First off, the social convention dictates we wish you all a very happy New Year, so…
Happy New Year!
Like ours, we hope your time off was filled with excessive eating of food you don’t eat at any other time of the year like mince pies, oddly-flavoured crisps and Brussels sprouts and drinks you don’t drink at any other time of the year like eggnog, Baileys and port.
We also watched Ben Hur, It’s A Wonderful Life, Chitty Chitty Bang Bang, Oliver! and Elf.
Standard.
Anyway, it’s all over for another year and it’s back to school time. Are you ready for 2019?
Kicking Off The Year With A Bang (or a Hangover…)
As is also the social convention, many of us make new year’s resolutions. The things we will attempt to do in order to better ourselves, physically, personally or professionally.
Have you vowed to stop smoking, go to the gym, eat better, work harder or call your mother a little more often?
It seems logical doesn’t it? To kick off the new year as you mean to go on? But why? We make promises to ourselves every year around this time but hand on heart, when was the last time you saw a new year’s resolution through to the end of the year?
All the money in our pockets versus all the money in your pockets say the answer is ‘not once’.
We say here and now that new year’s resolutions are pointless. There. It’s been said and there’s no backsies.
Picking a single day to make major life changes seems a little arbitrary. You knew in March that smoking is bad for you so why didn’t you stop then? You knew in August that too much fried stuff is adding a little unwanted timber to a once lithe figure, so why didn’t you cut it out of your diet then? You knew in October that you hadn’t called your mother for six weeks so why aren’t you calling her more regularly?
Jumping on the bandwagon just because your Facebook feed is full of people vowing to change isn’t a good enough reason.
Plus, after a skinful on New Year’s Eve, most people think they can fly so the day after the night before is hardly the best time to decide to change your life.
Here Are The Reasons Why New Year’s Resolutions Are Pointless
Should vs. Want
Your first mistake is thinking about what you should be doing versus what you actually want to do. What if you don’t want to go to the gym? What if you don’t want to give up smoking? What if you like fried food?
If your motivation is based around what others are going to think about you, you’re on a hiding to nothing. Whatever decision you make, ensure it’s right for you and not your Facebook friends.
Realistic Targets vs.
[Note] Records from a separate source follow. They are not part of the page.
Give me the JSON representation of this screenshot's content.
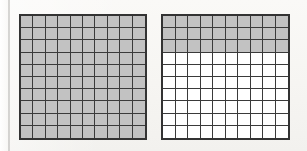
{
  "figure": {
    "background_color": "#f7f6f4",
    "shaded_color": "#c2c2c2",
    "gridline_color": "#3a3a3a",
    "border_color": "#333333",
    "unshaded_color": "#ffffff"
  },
  "chart_data": {
    "type": "table",
    "subtitle": "",
    "xlabel": "",
    "ylabel": "",
    "grid": true,
    "legend_position": "none",
    "annotations": [],
    "grids": [
      {
        "name": "left-grid",
        "rows": 10,
        "columns": 10,
        "total_cells": 100,
        "shaded_cells": 100,
        "unshaded_cells": 0,
        "shaded_rows": 10,
        "fraction": "100/100",
        "decimal": 1.0,
        "percent": 100,
        "row_shading": [
          true,
          true,
          true,
          true,
          true,
          true,
          true,
          true,
          true,
          true
        ]
      },
      {
        "name": "right-grid",
        "rows": 10,
        "columns": 10,
        "total_cells": 100,
        "shaded_cells": 30,
        "unshaded_cells": 70,
        "shaded_rows": 3,
        "fraction": "30/100",
        "decimal": 0.3,
        "percent": 30,
        "row_shading": [
          true,
          true,
          true,
          false,
          false,
          false,
          false,
          false,
          false,
          false
        ]
      }
    ],
    "categories": [
      "left-grid",
      "right-grid"
    ],
    "values": [
      100,
      30
    ],
    "ylim": [
      0,
      100
    ]
  }
}
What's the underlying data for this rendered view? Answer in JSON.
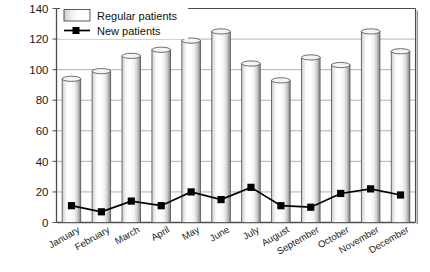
{
  "chart_data": {
    "type": "bar",
    "title": "",
    "xlabel": "",
    "ylabel": "",
    "ylim": [
      0,
      140
    ],
    "ytick_step": 20,
    "grid": true,
    "legend_position": "top-left",
    "categories": [
      "January",
      "February",
      "March",
      "April",
      "May",
      "June",
      "July",
      "August",
      "September",
      "October",
      "November",
      "December"
    ],
    "ytick_labels": [
      "0",
      "20",
      "40",
      "60",
      "80",
      "100",
      "120",
      "140"
    ],
    "series": [
      {
        "name": "Regular patients",
        "type": "bar",
        "values": [
          94,
          99,
          109,
          113,
          119,
          125,
          104,
          93,
          108,
          103,
          125,
          112
        ]
      },
      {
        "name": "New patients",
        "type": "line",
        "marker": "square",
        "values": [
          11,
          7,
          14,
          11,
          20,
          15,
          23,
          11,
          10,
          19,
          22,
          18
        ]
      }
    ],
    "colors": {
      "bar_fill_light": "#ffffff",
      "bar_fill_shade": "#b9b9b9",
      "bar_outline": "#555555",
      "line": "#000000",
      "marker": "#000000",
      "grid": "#a8a8a8",
      "axis": "#4d4d4d",
      "text": "#1a1a1a"
    }
  },
  "legend": {
    "items": [
      {
        "label": "Regular patients",
        "kind": "swatch"
      },
      {
        "label": "New patients",
        "kind": "line-marker"
      }
    ]
  }
}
Unrealistic Targets
Deciding to stop smoking is commendable for sure but are you going to go to bed in the early hours of New Year’s Day a 10-a-day smoker and wake up as a non-smoker? Unlikely. Deciding you need to lose a stone is a fine goal, but don’t hit the gym every day while breathing flavoured air through rice cakes if last week you were gorging on Stilton & Rhubarb flavoured crisps and eating more than your fair share of pigs in blankets.
Set targets that are realistic to achieve, not targets that are so hard an Olympic athlete would struggle to hit.
Real Life vs Your Fantasy World
New Year’s resolutions are a complete and utter waste of time because real life gets in the way. It’s virtually impossible to hold yourself up to a higher standard, to reinvent yourself or to stay in total control of your life because – and we’re sorry to break it to you – real life doesn’t work like that.
Don’t kid yourself that if you miss legs day at the gym because you have to make a presentation to the marketing department that you’ll pick it up the next day. Sometimes, the grilled chicken and quinoa salad you’ve promised yourself for dinner will be replaced with leftover fish fingers and beans from your kids’ plate because you’re in a rush to get them to gymnastics or guides or football training. And so it goes on…
There’s Actually Some Good News. Here It Comes….
No-one wakes up on New Year’s Day and says ‘I want to take a half-arsed stab at being healthy’ or ‘five a day is better than 10, right?’
People DO want to lose weight. People DO want to quit smoking. People DO want to call their mothers more often but you don’t need a year change to guilt yourself into taking action.
You just need the self-motivation and the desire to change.
So, welcome to 2019 and our advice to you is… do what you like. You will do anyway.